About See Queerly

 

Russell Granger

ARTIST STATEMENT


The revelation began at the soda fountain.

At first, the idea felt like a lark—an amusing experiment in visual history. What would it look like, I wondered, if the familiar language of mid-century American illustration included queer experience? The compositions borrow from the visual grammar that shaped twentieth-century American imagination: the magazine covers, advertisements, and aspirational scenes associated with illustrators such as Norman Rockwell and J.C. Leyendecker, whose images helped define cultural ideas of normalcy, respectability, and belonging.

I conceived the scenes, guided the compositions, and prompted what I wanted to see.

Then this one appeared. And when that quiet, unmistakable admiration between two young men occupied the warm, authoritative polish of a Rockwellian magazine image, I was unprepared for my own response. Other scenes I'd produced were clever, amusing, occasionally bawdy, sometimes insightful, but this one was different. It made me emotional. It still does.

Nothing about it was sensational. It was wholesome. Tender. The kind of formative human moment that had always existed yet had been willfully excluded from the visual record. Its power lay not in defiance, but in legitimacy. This one was simple. Utterly ordinary. And that is precisely why it struck so deeply. The straight version of this moment was ubiquitous. Still is. Change only the gender of one participant, and in this context, what was once a cliché becomes a revelation.

But why was it so moving?

I have always been a student of the past. It began with old movies when I was eleven or twelve—the cadence of dialogue, the tailoring of suits, the architecture of rooms. Later, discovering my family’s connection to Walt Whitman sent me into nineteenth-century Brooklyn. I read obsessively, but reading was never enough. I needed to see it. I collected sketches, engravings, lithographs—anything that could restore the visual texture of a vanished world.

Looking back, the impulse was the same: to find myself there. To locate some trace of continuity between the past and the present. The boy at the counter was so moving because he wasn’t theoretical.

He was me.

That realization reframed the entire project.

A Study in Reclamation

For much of the twentieth century, mass media did more than reflect American life—it prescribed it. Magazine covers, advertisements, travel posters, and illustrated stories defined the boundaries of respectability. What appeared within those frames was validated. What did not was quietly excluded.

Absence carried its own instruction.

What began as a visual experiment became a larger inquiry: what would those images have looked like if queer lives had been permitted inside the frame all along?

And what does it mean to restore that visibility now?

My professional life has been spent inside media systems—brand strategy, visual design, and creative direction across platforms and applications. I understand how visual language shapes perception because I have helped shape it.

See Queerly brings that awareness to bear on the past.

The project borrows the authority of mid-century American media not to parody it, but to reoccupy it. These images are not revisions of history so much as attempts to see it more fully—to imagine the cultural archive we might have inherited if belonging had been pictured more honestly.

What began as a playful question—what would it look like?—became something else entirely: the realization that some images feel less like inventions than like memories we were never allowed to have. Seeing them restored can be an emotional experience.

AI as Studio Instrument

AI is best understood not as an author but as a new studio instrument—closer to a camera, a darkroom, or a printing press than a replacement for the artist.

It expands what a single creator can art-direct: rapid iteration, alternative compositions, historically specific visual languages, and variations that would otherwise require teams, budgets, and months of production. The finished works presented here emerged through sustained direction and refinement—through multiple iterations, selection, editing, and compositing with traditional digital tools.

The technology accelerates possibilities. The authorship resides in judgment.

For See Queerly, the tools themselves are not the point. They are the lever that makes a particular artistic question possible: the creation of images that feel culturally authentic enough to pass, at first glance, as artifacts from another time.

In that sense, the work sits comfortably within the lineage of Pop art, where the image functions like a cover, an advertisement, or a poster—forms of mass media that once defined belonging through repetition. The wager is that the concept carries the charge: recontextualization as authorship, and visibility as an aesthetic intervention.

The execution matters deeply. But it serves the larger act: restoring what history quietly edited out.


Work request ▸ Set down word for word each line from the one containing "Find the location" through the end of the records, both included. Do not copy any pictures.

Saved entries

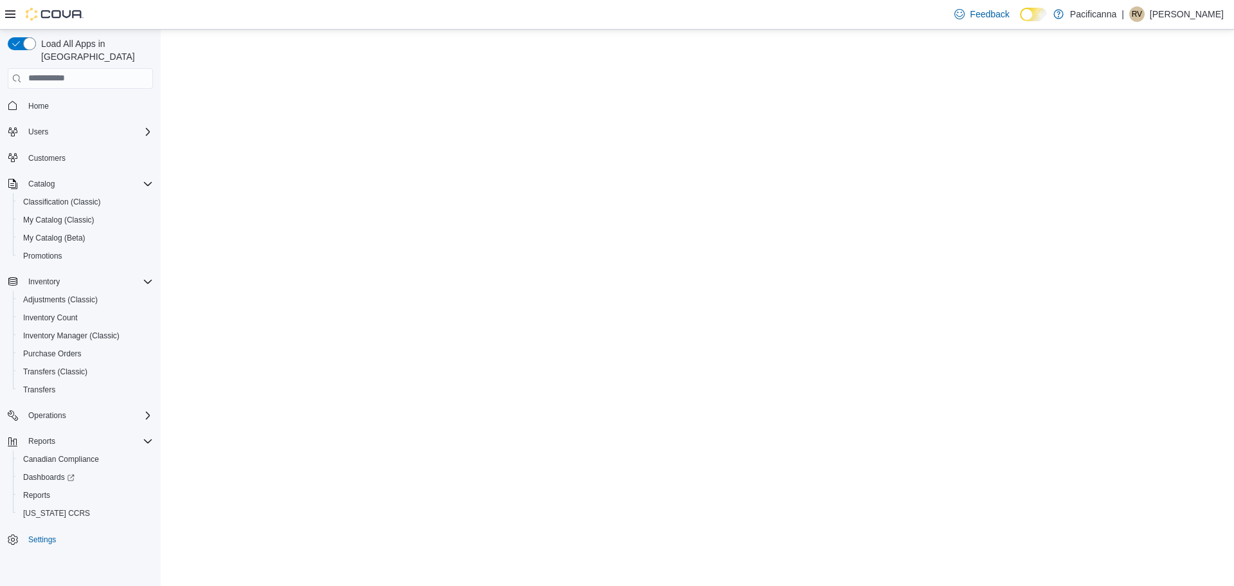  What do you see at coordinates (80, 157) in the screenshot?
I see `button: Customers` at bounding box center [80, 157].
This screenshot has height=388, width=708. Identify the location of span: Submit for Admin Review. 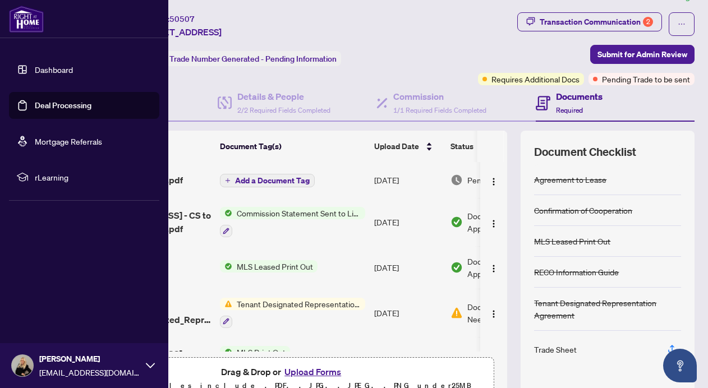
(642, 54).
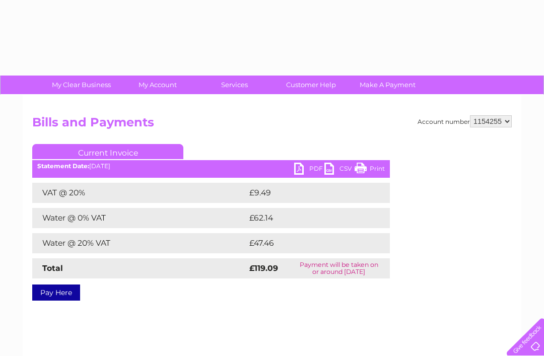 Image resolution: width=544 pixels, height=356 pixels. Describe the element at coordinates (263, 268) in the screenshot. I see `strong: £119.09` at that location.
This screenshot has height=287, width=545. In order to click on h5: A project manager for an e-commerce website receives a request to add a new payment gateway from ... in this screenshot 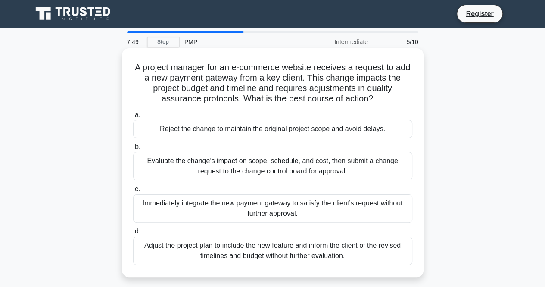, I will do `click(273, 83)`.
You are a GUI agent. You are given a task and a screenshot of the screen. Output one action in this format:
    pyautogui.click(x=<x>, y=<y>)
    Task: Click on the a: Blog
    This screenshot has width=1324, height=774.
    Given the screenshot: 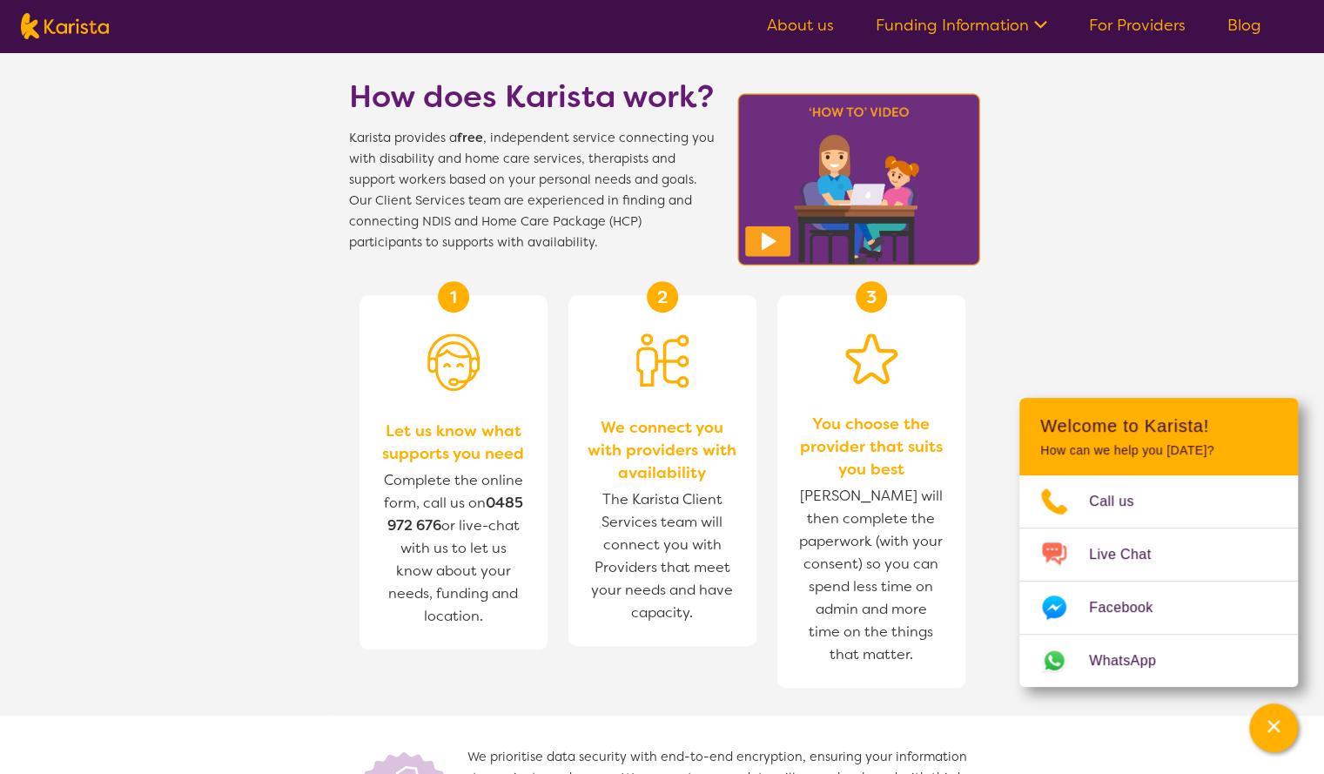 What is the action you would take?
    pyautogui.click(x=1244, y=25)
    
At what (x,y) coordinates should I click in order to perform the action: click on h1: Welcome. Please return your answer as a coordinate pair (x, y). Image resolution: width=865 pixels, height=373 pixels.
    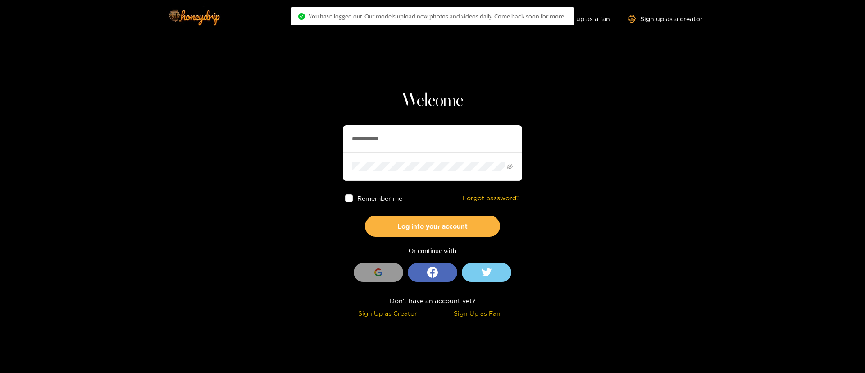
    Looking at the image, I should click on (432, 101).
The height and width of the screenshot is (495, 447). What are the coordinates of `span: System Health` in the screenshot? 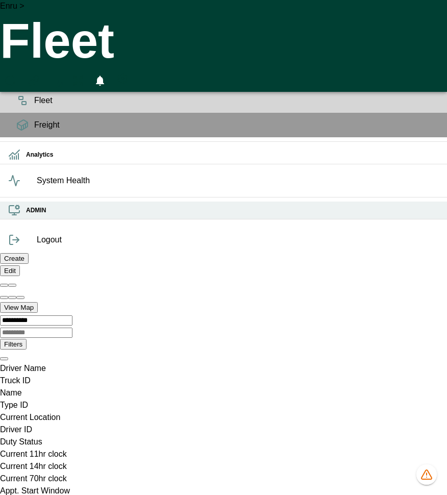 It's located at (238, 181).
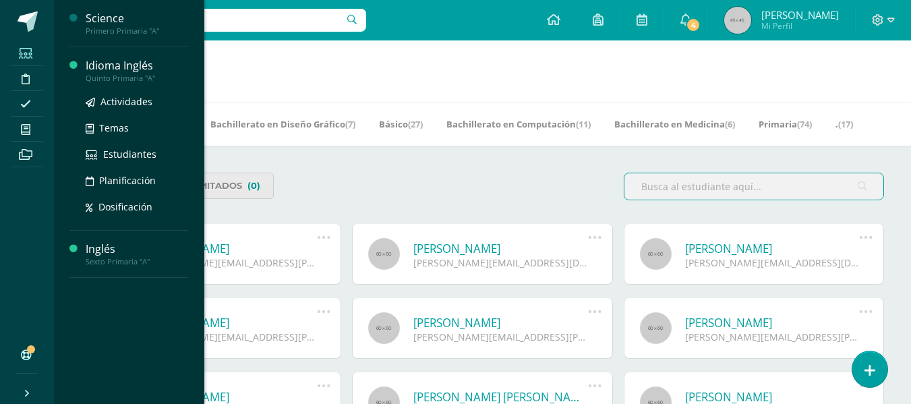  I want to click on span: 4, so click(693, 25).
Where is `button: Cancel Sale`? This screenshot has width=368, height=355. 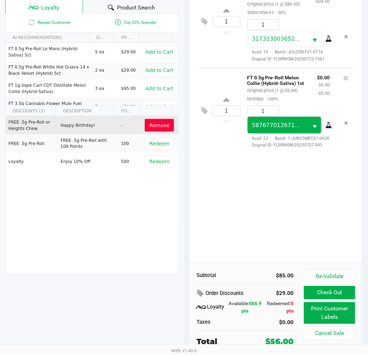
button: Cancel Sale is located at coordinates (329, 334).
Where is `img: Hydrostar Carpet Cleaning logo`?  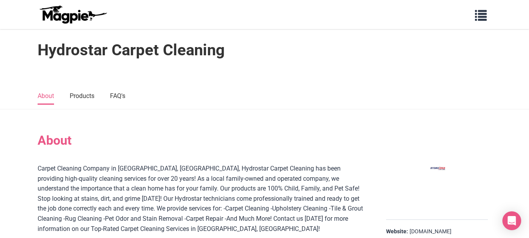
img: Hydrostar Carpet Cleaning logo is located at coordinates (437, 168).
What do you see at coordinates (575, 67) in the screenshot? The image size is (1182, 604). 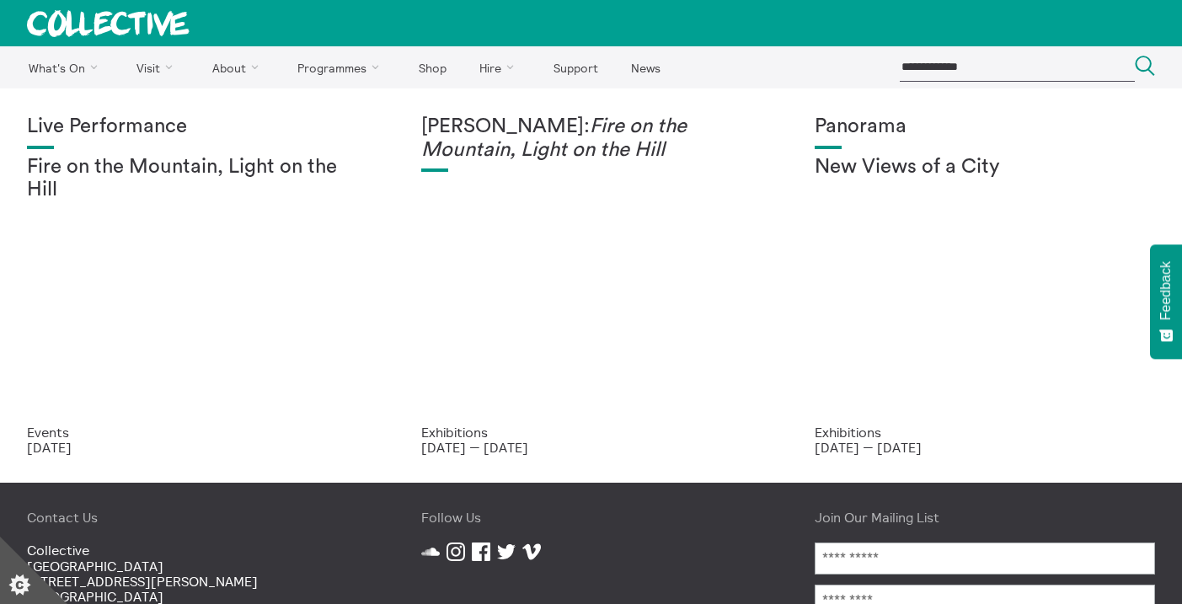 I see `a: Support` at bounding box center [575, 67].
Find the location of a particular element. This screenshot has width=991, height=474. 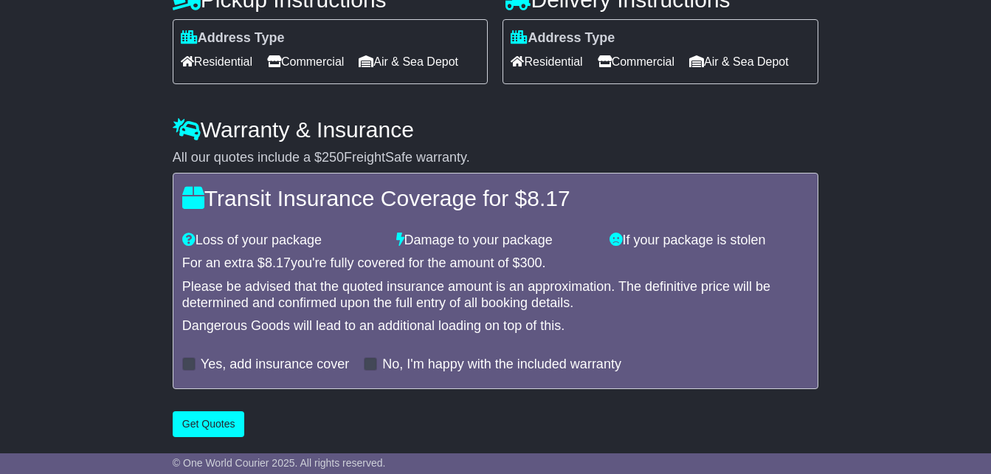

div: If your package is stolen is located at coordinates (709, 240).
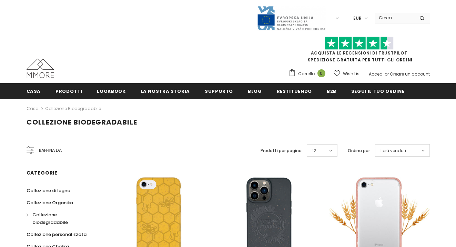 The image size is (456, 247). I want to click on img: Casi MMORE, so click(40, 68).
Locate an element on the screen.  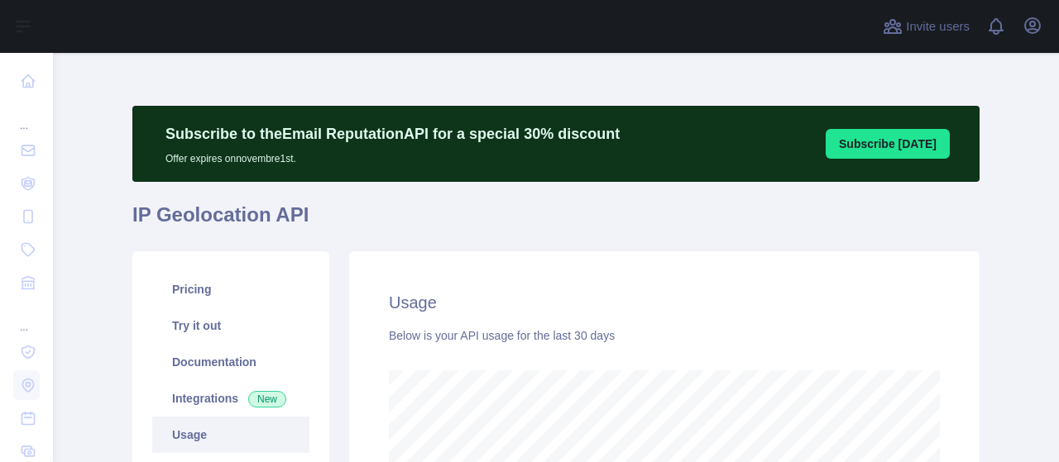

Your response ▸
Find the location of a particular element. This screenshot has width=991, height=474. 

div: If your package is stolen is located at coordinates (709, 240).
 The image size is (456, 247). I want to click on img: Casi MMORE, so click(40, 68).
Locate an element on the screen.  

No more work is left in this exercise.